Health insurer stocks rise as Wall Street anticipates Republican victory in Mass.

"Health insurer shares rose on Tuesday, while hospital stocks fell as investors anticipated a Republican victory in the special Massachusetts election for a new U.S. senator that would throw healthcare reform into uncertainty," Reuters reports. "The Street prefers a simple narrative," said Les Funtleyder, a health care analyst with Miller Tabak. "The narrative is Coakley in Massachusetts is in trouble and therefore the healthcare reform bill is also in trouble" (Krauskopf, 1/19).

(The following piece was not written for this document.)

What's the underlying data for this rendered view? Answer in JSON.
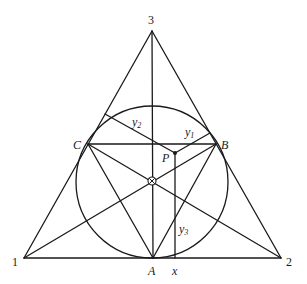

Market Watch: "[S]hares of Aetna Inc. and other large insurance companies rallied on thinking the close race further thwarts efforts at health reform." Matt Perry, a senior equities analyst at Wells Fargo Securities, said, "We still think that the Congress will pass a health-care reform bill in the next several weeks, but a Brown victory would increase the chances that health-care reform fails from the current level of 0-10% to 25-30%"

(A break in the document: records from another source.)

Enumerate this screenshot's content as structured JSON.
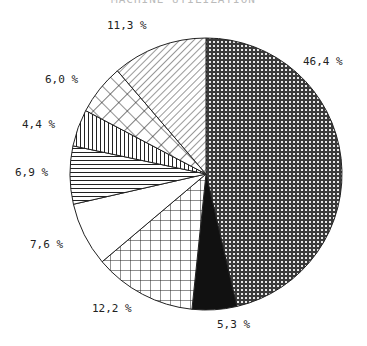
{
  "chart_data": {
    "type": "pie",
    "title": "MACHINE UTILIZATION",
    "start_angle_deg": 0,
    "direction": "clockwise",
    "slices": [
      {
        "label": "46,4 %",
        "value": 46.4,
        "pattern": "dense-dots"
      },
      {
        "label": "5,3 %",
        "value": 5.3,
        "pattern": "solid-black"
      },
      {
        "label": "12,2 %",
        "value": 12.2,
        "pattern": "square-grid"
      },
      {
        "label": "7,6 %",
        "value": 7.6,
        "pattern": "white"
      },
      {
        "label": "6,9 %",
        "value": 6.9,
        "pattern": "horizontal-lines"
      },
      {
        "label": "4,4 %",
        "value": 4.4,
        "pattern": "vertical-lines"
      },
      {
        "label": "6,0 %",
        "value": 6.0,
        "pattern": "diagonal-grid"
      },
      {
        "label": "11,3 %",
        "value": 11.3,
        "pattern": "diagonal-hatch"
      }
    ],
    "label_positions": [
      {
        "x": 303,
        "y": 55
      },
      {
        "x": 217,
        "y": 318
      },
      {
        "x": 92,
        "y": 302
      },
      {
        "x": 30,
        "y": 238
      },
      {
        "x": 15,
        "y": 166
      },
      {
        "x": 22,
        "y": 118
      },
      {
        "x": 45,
        "y": 73
      },
      {
        "x": 107,
        "y": 19
      }
    ]
  }
}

Goldman Sachs & Co. analyst Matthew Borsch said, "Investor comfort with the Senate-version of reform has increased significantly over the past three months." He "noted that managed-care stocks would likely rally the most in the event of a [Republican Scott] Brown win, followed by large-cap pharmaceuticals" (Gibson, 1/19).


Kaiser Health NewsThis article was reprinted from khn.org with permission from the Henry J. Kaiser Family Foundation. Kaiser Health News, an editorially independent news service, is a program of the Kaiser Family Foundation, a nonpartisan health care policy research organization unaffiliated with Kaiser Permanente.